Leave out the pictures, and print exactly the lines from the one holding "is (924, 580)." through the last line of the material.

▶ [DATA FOR ANALYSIS]
^^^^

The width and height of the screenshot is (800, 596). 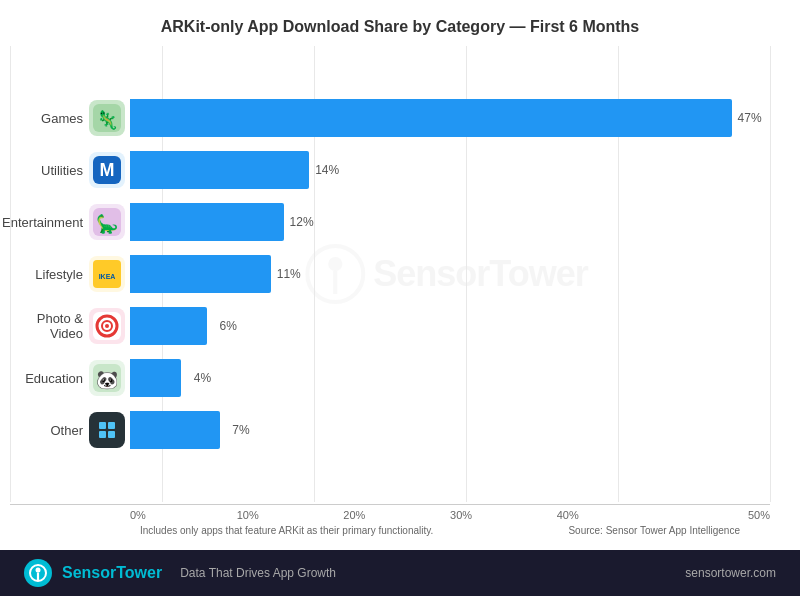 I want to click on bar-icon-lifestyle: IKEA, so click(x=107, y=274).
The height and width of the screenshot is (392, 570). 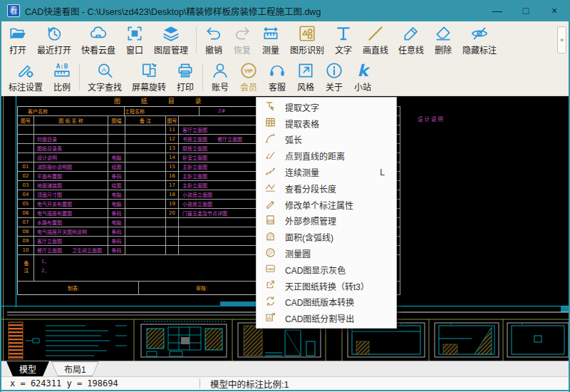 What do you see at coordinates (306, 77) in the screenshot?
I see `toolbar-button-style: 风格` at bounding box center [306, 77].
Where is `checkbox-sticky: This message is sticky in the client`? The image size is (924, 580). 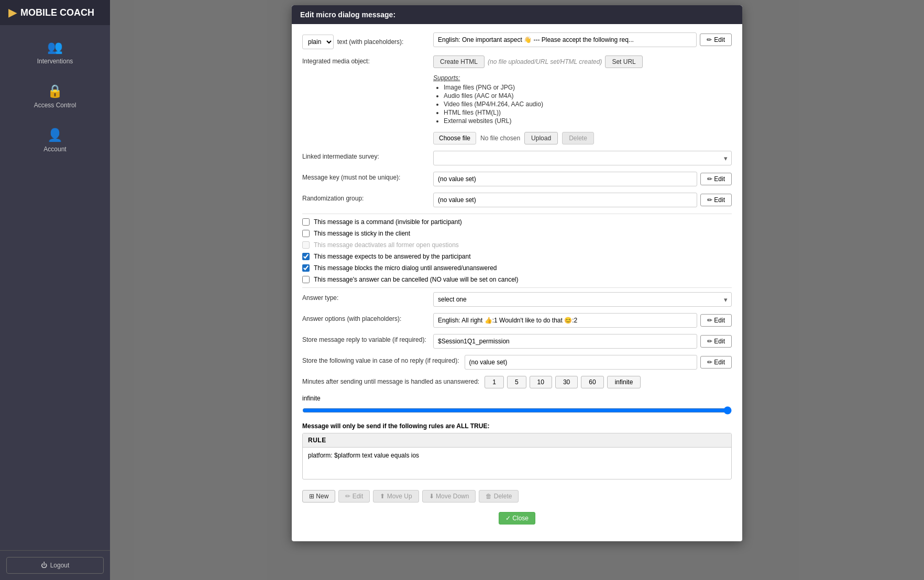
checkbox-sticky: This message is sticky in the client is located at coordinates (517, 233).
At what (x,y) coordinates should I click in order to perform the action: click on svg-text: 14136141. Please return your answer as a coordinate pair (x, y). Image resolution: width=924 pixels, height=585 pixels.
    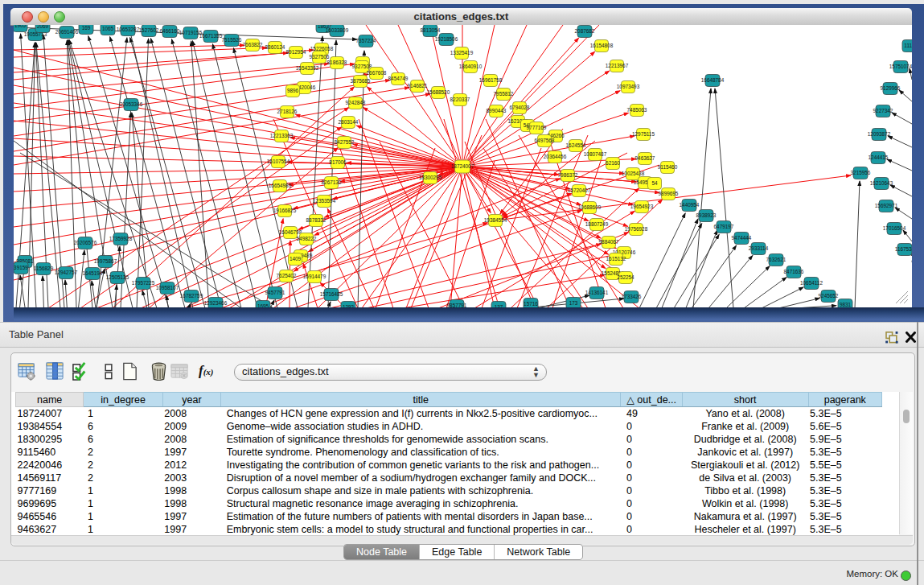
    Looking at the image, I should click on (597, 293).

^^^^

▶ [RESULT OF THE EXERCISE]
Where is `checkbox-sticky: This message is sticky in the client`? The image size is (924, 580). 
checkbox-sticky: This message is sticky in the client is located at coordinates (517, 233).
At what (x,y) coordinates should I click in order to perform the action: click on svg-text: 14136141. Please return your answer as a coordinate pair (x, y). Image resolution: width=924 pixels, height=585 pixels.
    Looking at the image, I should click on (597, 293).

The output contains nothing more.